O.J. Simpsons ex-attorney Shapiro unsure of truth

WHIPPANY, N.J. — Robert Shapiro, the lead attorney for O.J. Simpson's defense in the murder of Nicole Simpson and Ron Goldman, does not know if his former client was guilty.

"I wasn't there, you weren't there and I don't know if I ever allowed myself the luxury of coming to my own conclusion," he said.

Speaking Nov. 7 at the Lautenberg Family Jewish Community Center of Greater Morris in Whippany, N.J., Shapiro described how members of his Los Angeles synagogue reacted to Simpson's acquittal on criminal charges.

His comments came amidst Simpson's civil trial on wrongful death lawsuits filed by the families of his former wife and Goldman.

Shapiro, author of "The Search for Justice" (Warner Books), and a partner in the Los Angeles law firm of Christensen, White, Miller, Fink, Jacobs, Glaser and Shapiro, said Simpson's guilt or innocence in the criminal trial is not the point.

What matters is making a distinction between moral and legal justice, he said.

"If you express an opinion, you are saying he probably did it; maybe he most likely did it; the evidence points to the fact that he did it. But in the court of law that is not enough," Shapiro said.

The government, he added, must prove beyond a reasonable doubt and to a near certainty the guilt of the accused.

"If you sat in the courtroom for a year and a half and if you are a clear-thinking, rational individual, you have had some real doubt," he said.

Issues that sparked doubt in the O.J. trial included the Los Angeles Police Department's collection of blood from the murder scene, which defense experts termed problematic, and the Mark Fuhrman tapes, which showed that the LAPD detective lied about using the epithet "nigger."

Shapiro also discussed the growing gap between whites and blacks and to a large degree between Jews and African Americans. Shapiro said fellow "dream team" defense lawyer Johnnie Cochran was wrong to compare Fuhrman with Adolf Hitler.

"Not only was the race card played, but it was dealt from the bottom of the deck," he said, repeating one of his more famous comments on the issue of race in the case.

"This was something that was tremendously bothersome to me. [Race] may have been a factor on some level, but our lawyers made it the issue."

Had race been left out of the case, the outcome would have been the same, Shapiro said.

Shapiro said he attempted to withdraw from the case, but would not say why that did not happen, except that he needed written permission from Simpson.

Shapiro is also troubled about the state of race relations in this country today.

"We have a [race] division like I have never seen since I was a student in UCLA in what was the civil rights movement," he said, "and we have moved as far back from there as one can imagine."

Yet he acknowledged that race was a factor when he selected Cochran and said he was even searching for a female black attorney.

When he began the case, Shapiro had hoped that two things would happen. "One is that a Caucasian Jew representing an African American who has been accused of killing not only a white woman, but a fellow Jew, could…demonstrate how lawyers could come together and [also] how lawyers could really be professional," he said.

"Unfortunately, I could not have been more wrong on both accounts."

He also spoke about anti-Semitic experiences during the course of the case.

"I found it strange in the newspaper accounts that I would be referred to as O.J. Simpson's Jewish lawyer," he said. No other lawyers in the case were identified by religion.

He said newspaper caricatures unfairly depicted him with a prominent nose and protruding ears and late-night television hosts made jokes about his wealth.

Then there was the mail, with some letters stating, "`Dear Jew Bastard: How could you defend a…' and you know what the next word would be."

He recalled other similar letters from Jews. "How could you as a Jew defend someone who spilled Jewish blood? You are doing it for the money. It is blood money," he recalled such letters saying.

The day of the verdict was memorable for Shapiro, but not solely because of the outcome. Yom Kippur began that evening, and congregants hissed at Shapiro and his family as they took their seats in the synagogue.

That night the rabbi handed the Torah to Shapiro, telling the lawyer he was going to need it more than anyone.

After the airing of a TV interview with Barbara Walters in which Shapiro expressed unhappiness over the "race card," the hisses turned into apologies, he said.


• WHAT YOU HAVE TO DO:
What is needed is an exact copy of every entry below, with the pictures left out.

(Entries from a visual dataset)
=== Begin Enclosure ===
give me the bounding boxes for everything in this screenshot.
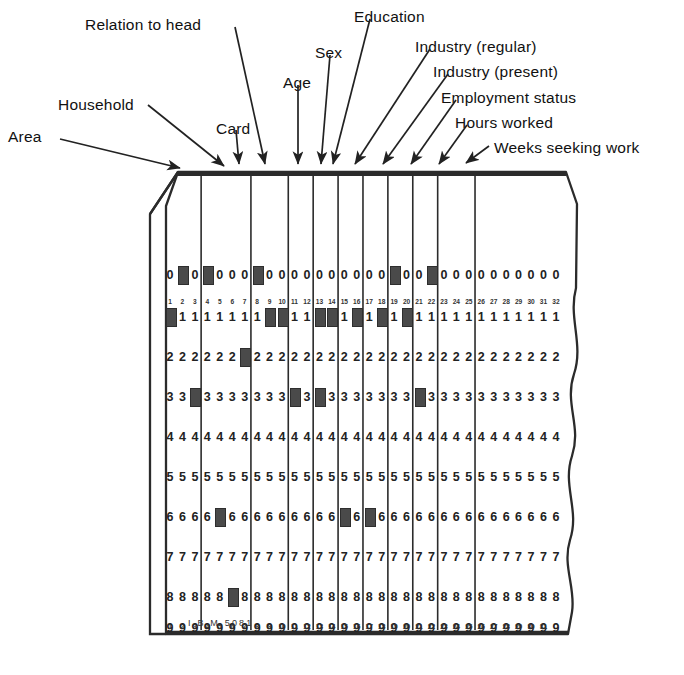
punch-digit: 3 (351, 390, 363, 404)
punch-digit: 3 (450, 390, 462, 404)
column-number: 32 (549, 298, 563, 306)
punch-digit: 4 (413, 430, 425, 444)
callout-arrow-icon (148, 105, 224, 166)
punch-digit: 4 (450, 430, 462, 444)
punch-digit: 8 (189, 590, 201, 604)
punch-digit: 7 (264, 550, 276, 564)
column-number: 31 (537, 623, 551, 631)
callout-arrow-icon (466, 146, 489, 163)
punch-digit: 7 (463, 550, 475, 564)
punch-digit: 3 (264, 390, 276, 404)
punch-digit: 4 (538, 430, 550, 444)
punch-digit: 0 (164, 268, 176, 282)
punch-digit: 3 (550, 390, 562, 404)
punch-digit: 5 (264, 470, 276, 484)
punch-digit: 2 (264, 350, 276, 364)
callout-label-hours-worked: Hours worked (455, 114, 553, 132)
punch-digit: 3 (338, 390, 350, 404)
punch-digit: 6 (550, 510, 562, 524)
punch-digit: 2 (301, 350, 313, 364)
punch-digit: 5 (538, 470, 550, 484)
punch-digit: 4 (351, 430, 363, 444)
punch-digit: 3 (538, 390, 550, 404)
punch-digit: 4 (264, 430, 276, 444)
punch-digit: 0 (276, 268, 288, 282)
punch-digit: 0 (363, 268, 375, 282)
punch-digit: 0 (326, 268, 338, 282)
punch-digit: 2 (538, 350, 550, 364)
punch-digit: 4 (550, 430, 562, 444)
punch-digit: 4 (214, 430, 226, 444)
punch-digit: 5 (438, 470, 450, 484)
punch-digit: 7 (388, 550, 400, 564)
punch-digit: 0 (413, 268, 425, 282)
punch-digit: 5 (425, 470, 437, 484)
punch-digit: 2 (488, 350, 500, 364)
punch-hole (365, 508, 376, 527)
punch-digit: 0 (438, 268, 450, 282)
punch-digit: 1 (538, 310, 550, 324)
punch-digit: 7 (176, 550, 188, 564)
punch-digit: 5 (475, 470, 487, 484)
punch-digit: 8 (513, 590, 525, 604)
punch-digit: 0 (264, 268, 276, 282)
punch-digit: 5 (401, 470, 413, 484)
punch-digit: 6 (425, 510, 437, 524)
punch-digit: 8 (301, 590, 313, 604)
punch-digit: 5 (289, 470, 301, 484)
punch-digit: 5 (488, 470, 500, 484)
punch-hole (240, 348, 251, 367)
punch-digit: 8 (500, 590, 512, 604)
punch-hole (228, 588, 239, 607)
punch-hole (253, 266, 264, 285)
punch-digit: 4 (488, 430, 500, 444)
punch-digit: 2 (413, 350, 425, 364)
callout-arrow-icon (333, 19, 370, 164)
punch-digit: 2 (189, 350, 201, 364)
punch-digit: 3 (363, 390, 375, 404)
punch-digit: 7 (239, 550, 251, 564)
punch-digit: 3 (376, 390, 388, 404)
callout-arrow-icon (321, 55, 330, 164)
punch-digit: 1 (488, 310, 500, 324)
punch-digit: 6 (289, 510, 301, 524)
punch-digit: 6 (164, 510, 176, 524)
punch-digit: 2 (438, 350, 450, 364)
punch-digit: 0 (376, 268, 388, 282)
punch-hole (315, 308, 326, 327)
punch-digit: 1 (301, 310, 313, 324)
callout-label-relation-to-head: Relation to head (85, 16, 201, 34)
punch-digit: 6 (376, 510, 388, 524)
punch-digit: 8 (525, 590, 537, 604)
punch-hole (203, 266, 214, 285)
punch-hole (340, 508, 351, 527)
punch-digit: 2 (550, 350, 562, 364)
punch-digit: 1 (176, 310, 188, 324)
punch-digit: 4 (326, 430, 338, 444)
punch-digit: 6 (450, 510, 462, 524)
punch-digit: 2 (251, 350, 263, 364)
callout-label-card: Card (216, 120, 250, 138)
punch-digit: 7 (376, 550, 388, 564)
punch-hole (190, 388, 201, 407)
punch-digit: 4 (301, 430, 313, 444)
punch-hole (265, 308, 276, 327)
punch-digit: 5 (338, 470, 350, 484)
punch-digit: 5 (326, 470, 338, 484)
punch-digit: 6 (500, 510, 512, 524)
punch-digit: 6 (264, 510, 276, 524)
punch-digit: 2 (176, 350, 188, 364)
punch-digit: 7 (226, 550, 238, 564)
callout-label-sex: Sex (315, 44, 342, 62)
punch-digit: 4 (500, 430, 512, 444)
callout-label-weeks-seeking-work: Weeks seeking work (494, 139, 639, 157)
punch-digit: 2 (326, 350, 338, 364)
punch-digit: 3 (164, 390, 176, 404)
punch-digit: 0 (313, 268, 325, 282)
punch-digit: 0 (463, 268, 475, 282)
punch-digit: 7 (363, 550, 375, 564)
punch-digit: 4 (388, 430, 400, 444)
punch-hole (215, 508, 226, 527)
punch-digit: 7 (326, 550, 338, 564)
punch-digit: 1 (475, 310, 487, 324)
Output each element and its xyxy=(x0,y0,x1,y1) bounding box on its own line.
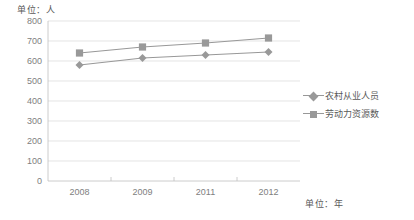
y-axis-tick-label: 0 xyxy=(37,176,42,186)
y-axis-tick-label: 500 xyxy=(27,76,42,86)
gridlines xyxy=(48,21,300,161)
diamond-marker-icon xyxy=(76,61,84,69)
square-marker-icon xyxy=(202,39,209,46)
square-marker-icon xyxy=(139,43,146,50)
legend-item-1[interactable]: 劳动力资源数 xyxy=(303,106,414,121)
square-marker-icon xyxy=(76,49,83,56)
x-axis-tick-label: 2008 xyxy=(69,187,89,197)
x-axis-tick-label: 2009 xyxy=(132,187,152,197)
chart-legend: 农村从业人员 劳动力资源数 xyxy=(303,88,414,124)
y-axis-tick-label: 300 xyxy=(27,116,42,126)
series-line-0 xyxy=(80,52,269,65)
y-axis-tick-label: 800 xyxy=(27,16,42,26)
x-axis-tick-label: 2012 xyxy=(258,187,278,197)
y-axis-tick-label: 400 xyxy=(27,96,42,106)
legend-item-label: 农村从业人员 xyxy=(325,89,379,102)
x-axis-tick-label: 2011 xyxy=(196,187,215,197)
legend-item-0[interactable]: 农村从业人员 xyxy=(303,88,414,103)
y-axis-tick-label: 100 xyxy=(27,156,42,166)
legend-item-label: 劳动力资源数 xyxy=(325,107,379,120)
chart-container: 单位：人 0100200300400500600700800 200820092… xyxy=(0,0,414,220)
data-series xyxy=(76,34,273,69)
x-axis-tick-labels: 2008200920112012 xyxy=(69,187,278,197)
x-axis-unit-label: 单位：年 xyxy=(305,197,343,210)
diamond-marker-icon xyxy=(303,90,324,102)
series-line-1 xyxy=(80,38,269,53)
square-marker-icon xyxy=(265,34,272,41)
y-axis-tick-label: 600 xyxy=(27,56,42,66)
y-axis-tick-label: 200 xyxy=(27,136,42,146)
square-marker-icon xyxy=(303,108,324,120)
x-axis-tick-marks xyxy=(111,177,237,181)
y-axis-tick-label: 700 xyxy=(27,36,42,46)
diamond-marker-icon xyxy=(202,51,210,59)
y-axis-tick-labels: 0100200300400500600700800 xyxy=(27,16,42,186)
diamond-marker-icon xyxy=(265,48,273,56)
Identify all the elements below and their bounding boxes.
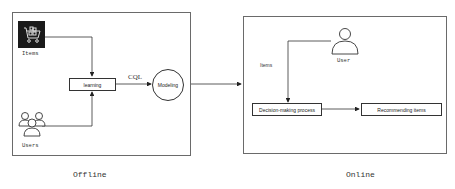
=== End Enclosure ===
• SOLUTION TO THIS TASK:
give me the bounding boxes for everything in this screenshot.
punch-digit: 3 (351, 390, 363, 404)
punch-digit: 3 (450, 390, 462, 404)
column-number: 32 (549, 298, 563, 306)
punch-digit: 4 (413, 430, 425, 444)
callout-arrow-icon (148, 105, 224, 166)
punch-digit: 4 (450, 430, 462, 444)
punch-digit: 8 (189, 590, 201, 604)
punch-digit: 7 (264, 550, 276, 564)
column-number: 31 (537, 623, 551, 631)
callout-arrow-icon (466, 146, 489, 163)
punch-digit: 7 (463, 550, 475, 564)
punch-digit: 3 (264, 390, 276, 404)
punch-digit: 4 (538, 430, 550, 444)
punch-digit: 0 (164, 268, 176, 282)
punch-digit: 3 (550, 390, 562, 404)
punch-digit: 5 (264, 470, 276, 484)
punch-digit: 2 (264, 350, 276, 364)
callout-label-hours-worked: Hours worked (455, 114, 553, 132)
punch-digit: 3 (338, 390, 350, 404)
punch-digit: 6 (550, 510, 562, 524)
punch-digit: 2 (301, 350, 313, 364)
punch-digit: 5 (538, 470, 550, 484)
punch-digit: 4 (351, 430, 363, 444)
punch-digit: 3 (538, 390, 550, 404)
punch-digit: 4 (264, 430, 276, 444)
punch-digit: 0 (276, 268, 288, 282)
punch-digit: 0 (363, 268, 375, 282)
punch-digit: 0 (326, 268, 338, 282)
punch-digit: 2 (538, 350, 550, 364)
punch-digit: 4 (550, 430, 562, 444)
punch-digit: 4 (214, 430, 226, 444)
punch-digit: 5 (438, 470, 450, 484)
punch-digit: 7 (388, 550, 400, 564)
punch-digit: 0 (413, 268, 425, 282)
punch-digit: 5 (425, 470, 437, 484)
punch-digit: 2 (488, 350, 500, 364)
punch-hole (365, 508, 376, 527)
punch-digit: 0 (438, 268, 450, 282)
punch-digit: 1 (538, 310, 550, 324)
punch-digit: 7 (176, 550, 188, 564)
punch-digit: 5 (475, 470, 487, 484)
punch-digit: 8 (513, 590, 525, 604)
punch-digit: 0 (264, 268, 276, 282)
punch-digit: 5 (401, 470, 413, 484)
punch-digit: 6 (425, 510, 437, 524)
punch-digit: 8 (301, 590, 313, 604)
punch-digit: 5 (289, 470, 301, 484)
punch-digit: 5 (488, 470, 500, 484)
punch-hole (240, 348, 251, 367)
punch-digit: 8 (500, 590, 512, 604)
punch-hole (228, 588, 239, 607)
punch-hole (253, 266, 264, 285)
punch-digit: 4 (488, 430, 500, 444)
punch-digit: 2 (413, 350, 425, 364)
callout-arrow-icon (333, 19, 370, 164)
punch-digit: 2 (189, 350, 201, 364)
punch-digit: 3 (363, 390, 375, 404)
punch-digit: 7 (239, 550, 251, 564)
punch-digit: 3 (376, 390, 388, 404)
callout-arrow-icon (321, 55, 330, 164)
punch-digit: 1 (488, 310, 500, 324)
punch-digit: 6 (289, 510, 301, 524)
punch-digit: 6 (164, 510, 176, 524)
punch-digit: 2 (438, 350, 450, 364)
punch-digit: 0 (376, 268, 388, 282)
punch-hole (315, 308, 326, 327)
punch-digit: 1 (301, 310, 313, 324)
callout-label-relation-to-head: Relation to head (85, 16, 201, 34)
punch-digit: 6 (376, 510, 388, 524)
punch-digit: 8 (525, 590, 537, 604)
punch-hole (203, 266, 214, 285)
punch-hole (340, 508, 351, 527)
punch-digit: 2 (550, 350, 562, 364)
punch-digit: 1 (176, 310, 188, 324)
punch-digit: 4 (326, 430, 338, 444)
punch-digit: 6 (450, 510, 462, 524)
punch-digit: 2 (251, 350, 263, 364)
callout-label-card: Card (216, 120, 250, 138)
punch-digit: 7 (376, 550, 388, 564)
punch-hole (190, 388, 201, 407)
punch-digit: 4 (301, 430, 313, 444)
punch-hole (265, 308, 276, 327)
punch-digit: 5 (338, 470, 350, 484)
punch-digit: 5 (326, 470, 338, 484)
punch-digit: 6 (500, 510, 512, 524)
punch-digit: 6 (264, 510, 276, 524)
punch-digit: 2 (176, 350, 188, 364)
punch-digit: 7 (226, 550, 238, 564)
callout-label-sex: Sex (315, 44, 342, 62)
punch-digit: 4 (500, 430, 512, 444)
callout-label-weeks-seeking-work: Weeks seeking work (494, 139, 639, 157)
punch-digit: 2 (326, 350, 338, 364)
punch-digit: 3 (164, 390, 176, 404)
punch-digit: 0 (313, 268, 325, 282)
punch-digit: 0 (463, 268, 475, 282)
punch-digit: 7 (363, 550, 375, 564)
punch-digit: 4 (388, 430, 400, 444)
punch-hole (215, 508, 226, 527)
punch-digit: 7 (326, 550, 338, 564)
punch-digit: 1 (475, 310, 487, 324)
Output each element and its xyxy=(x0,y0,x1,y1) bounding box on its own line.
y-axis-tick-label: 0 xyxy=(37,176,42,186)
y-axis-tick-label: 500 xyxy=(27,76,42,86)
gridlines xyxy=(48,21,300,161)
diamond-marker-icon xyxy=(76,61,84,69)
square-marker-icon xyxy=(202,39,209,46)
square-marker-icon xyxy=(139,43,146,50)
legend-item-1[interactable]: 劳动力资源数 xyxy=(303,106,414,121)
square-marker-icon xyxy=(76,49,83,56)
x-axis-tick-label: 2008 xyxy=(69,187,89,197)
x-axis-tick-label: 2009 xyxy=(132,187,152,197)
chart-legend: 农村从业人员 劳动力资源数 xyxy=(303,88,414,124)
y-axis-tick-label: 300 xyxy=(27,116,42,126)
series-line-0 xyxy=(80,52,269,65)
y-axis-tick-label: 800 xyxy=(27,16,42,26)
x-axis-tick-label: 2012 xyxy=(258,187,278,197)
y-axis-tick-label: 400 xyxy=(27,96,42,106)
legend-item-label: 农村从业人员 xyxy=(325,89,379,102)
x-axis-tick-label: 2011 xyxy=(196,187,215,197)
legend-item-0[interactable]: 农村从业人员 xyxy=(303,88,414,103)
y-axis-tick-label: 100 xyxy=(27,156,42,166)
legend-item-label: 劳动力资源数 xyxy=(325,107,379,120)
chart-container: 单位：人 0100200300400500600700800 200820092… xyxy=(0,0,414,220)
data-series xyxy=(76,34,273,69)
x-axis-tick-labels: 2008200920112012 xyxy=(69,187,278,197)
x-axis-unit-label: 单位：年 xyxy=(305,197,343,210)
diamond-marker-icon xyxy=(303,90,324,102)
series-line-1 xyxy=(80,38,269,53)
square-marker-icon xyxy=(265,34,272,41)
y-axis-tick-label: 600 xyxy=(27,56,42,66)
y-axis-tick-label: 200 xyxy=(27,136,42,146)
square-marker-icon xyxy=(303,108,324,120)
x-axis-tick-marks xyxy=(111,177,237,181)
y-axis-tick-label: 700 xyxy=(27,36,42,46)
diamond-marker-icon xyxy=(202,51,210,59)
y-axis-tick-labels: 0100200300400500600700800 xyxy=(27,16,42,186)
diamond-marker-icon xyxy=(265,48,273,56)
Identify all the elements below and their bounding boxes.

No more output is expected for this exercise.